I went to University and got a degree and then a Masters. I got a good job in academia. I talked about doing a PhD and had ambitions of being a professor one day. I met a lovely man and got married. I left my job and planned to go free-lance. When that didn’t happen, I took a job in the Not-For Profit sector, and decided that was going to be my big career: managing charities.

Then ME/CFS happened.

All around me, my peers were excelling, joining the professions, marrying gorgeous successful men, having families, building their own businesses and shining careers, earning lots of money and having lots of success.

Okay, I thought, I’ll be a writer. That’s what I’ve always wanted to do anyway, so I’ll be a success at that. Because I had to keep up. Because I’m a good girl. Because everyone expects me to excel.

Seventeen years later, the seven novels I have written have not been published by a conventional publisher, which means that by most of the population’s standards, I am not a real writer. I’ve published 54 stories online, many thousands of words, which have been well-received. But those don’t seem to count because they are fanfics, not proper fiction.

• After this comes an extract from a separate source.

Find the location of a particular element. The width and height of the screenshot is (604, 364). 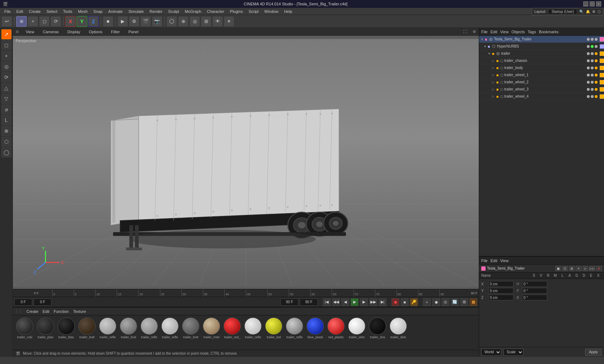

The paradigm of ‘have it all’ success is not working for me.

So I have decided to bin it, along with all those goal-setting handbooks that proliferate on the interweb at this time of year.

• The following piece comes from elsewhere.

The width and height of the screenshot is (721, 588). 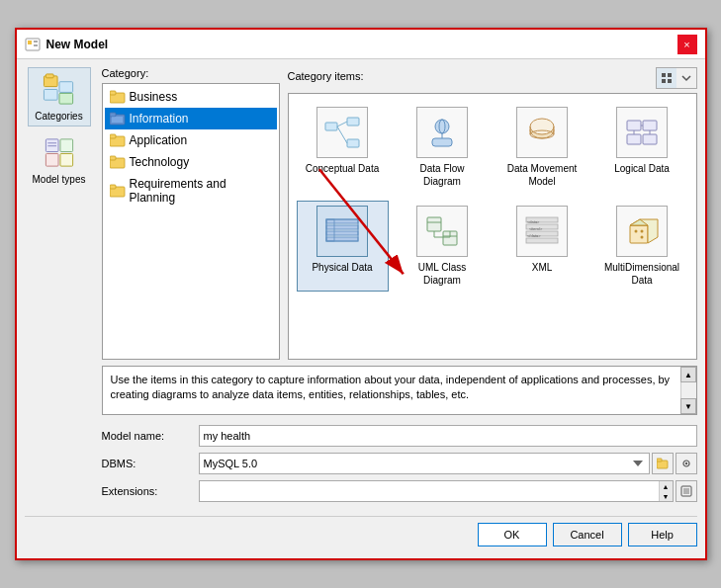 I want to click on folder-icon-information, so click(x=118, y=119).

What would happen if I just concentrated on doing what made me feel happy?

(That sentence will put a lot of people’s backs up because for some reason we think you have to suffer to be happy/good/successful – thank you, organised religion.)

What would happen if I just concentrated on doing what made me feel well?

What would happen if I viewed myself as good enough?

So I am rethinking my writing. The way I write. What I write. I am trying to subtract what I perceive as other people’s expectations. I am asking myself:

What would I write if it was just for me and no one else?

Throwing out the expectations of others when they are the sole motivators for how you have lived your life and measured your ‘success’ for the last 47 years is not an easy or quick task. I have no idea of its even possible. But I certainly mean to try.

I’m in a time of deep contemplation. Exploration. Working out how I want to feel. What I want to be. What I want to do. What I want to stand up for. What I believe. What I love. What makes me happy. What I want to say. How I want to say it.

(Hang on, is this the adolescence/puberty thing I missed the first time around because I was being a good girl?)

Once I know, really know, I’m going to concentrate on those things. The things that make me happy. And if success by society’s definition happens, then so be it. If it doesn’t I’ll still be happy. Which sounds like success to me.

So watch this space. It will be interesting to see what new words and stories come out of it.